In her studies, people with a fixed mindset perceived that it wasn’t enough to simply succeed, but that they also had to be seen as flawless in the process. Fixed mindset children would respond to the question ‘when do you feel smart?’ with responses such as ‘when I don’t make any mistakes’.You can only be perfect in your comfort zone, but the growth zone will always bring new challenges and room for improvement.Reluctance to put out work into the world
For perfectionists, creativity becomes collateral damage. They are wary of sharing work that is personal or unique, as they can feel it exposes them to criticism. Anything creative tends to involve a degree of risk, which for a perfectionist, is uncomfortable because they cannot control the outcome.Instead they will hold onto their work, feeling that it’s never quite ready to go live or be shared with others.
They may experience slow progress and over-editing, doing everything meticulously or revisiting it over and over. The worst culprit? Not even starting in the first place.
Treating your perfectionism
Now you might have identified how your unique form of perfectionism is showing up and potentially holding you back, let’s kick it to the curb.
If this is deeply entrenched, there could be some work to do, overriding neural pathways and changing the way you think (brain plasticity is a thing) through coaching or therapy to begin the process of untangling your self worth from achievement.

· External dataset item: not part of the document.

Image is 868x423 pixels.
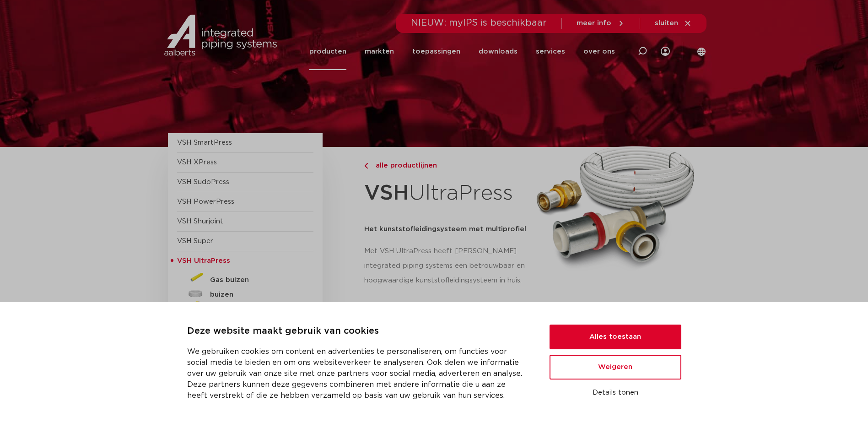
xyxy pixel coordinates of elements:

The good news is there are some more immediate steps you can try today:
1. Enforce Deadlines and Accountability
If you’re prone to delaying getting work out there into the world, seek accountability in the form of deadlines. Whether that’s asking a friend or peer to check in on you, or setting reminders for yourself.Sharing publicly can work well for this: if you tell the world you’ll be doing something by a certain date, you’ll be more motivated to get it done.
2. Focus on the Minimal Viable Product
In tech, before launching a new product to the market, product managers will build the simplest version first to get market feedback before building additional features.If you’re procrastinating or releasing important work, the big picture end result can be daunting. So focus on the minimum version of this, get that out before you develop it further, thus building confidence and momentum along the way. This might an Instagram page before a website, an outline, a plan or a prototype.
3. Hypothesis Testing
‘Fail’ or neglect to do something perfectly on the small scale and see what happens. Did the world stop turning?
Hypothesis testing is the process of making an observation, then forming a specific question based on the information that you’ve gleaned, followed by an attempt to solve that problem.In this context, observe what you are trying to tackle, ask what is at stake, and attempt to prove or disprove this. If you are able to see that your job/business/relationship doesn’t depend on something being delivered perfectly each time you begin to trust that you can act without all the shame and judgement holding you back each time, and see that it might not be as big a deal as you have made it in your head after all.
Good luck — let me know how you get on kicking your perfectionist tendencies to the curb and finding more freedom and joy in your work!